All programs.
Twelve courses across AI engineering, prompt and LLM work, retrieval and inference, product, and leadership. Most run as four-to-eight-week live cohorts, capped tightly and reviewed by the instructor. Browse by category, or read the one we’d send you to first — that’s usually AI-101.

AI Engineering Foundations
The vocabulary, mental models, and base-level systems work every engineer working with LLMs is expected to know in 2026.

Building Production AI Systems
Take a working LLM prototype and turn it into a system you can put on call rotation without flinching.

Evals & Observability for LLMs
Stop guessing whether your model changes helped. Build the eval and telemetry stack your team will quietly come to rely on.

Agentic Systems in Production
Beyond a single tool call: building, debugging, and operating agents that take many actions on behalf of users — without setting the building on fire.

Prompt Engineering in Depth
A short, intense course on the discipline that everyone claims is dead and that the strongest engineers in the field actually take very seriously.

Fine-tuning Open Models
When and how to fine-tune an open model, judged against the alternative every senior engineer should weigh: not doing it.

Multimodal Systems
Vision, audio, and document-grounded models in production — the part of the field that has matured fastest in the last twelve months.

Production RAG Systems
RAG is not a tutorial-grade architecture; it is a real distributed system with real failure modes. This is the course for treating it like one.

Inference at Scale
The other half of an AI system: serving models at production cost and latency without sacrificing the quality that made them worth serving.

Designing AI Products
How AI features become products people actually use — and how to avoid the chatbot-shaped trap most teams fall into first.

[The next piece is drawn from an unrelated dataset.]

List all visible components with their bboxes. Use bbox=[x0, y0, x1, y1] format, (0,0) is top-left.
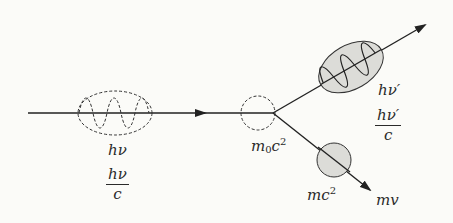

Leading Engineering in the AI Era
An eight-week program for engineering leaders making real organizational decisions about AI: what to build, who to hire, where to invest, what to refuse.

AI Systems in Regulated Industries
Audit trails, PII handling, model risk management, and the political work of shipping LLM systems inside organizations that have to produce evidence.
Don’t see what you need? Tell us what to build next →
We add roughly two courses a year. Suggestions from working engineers are how we pick them.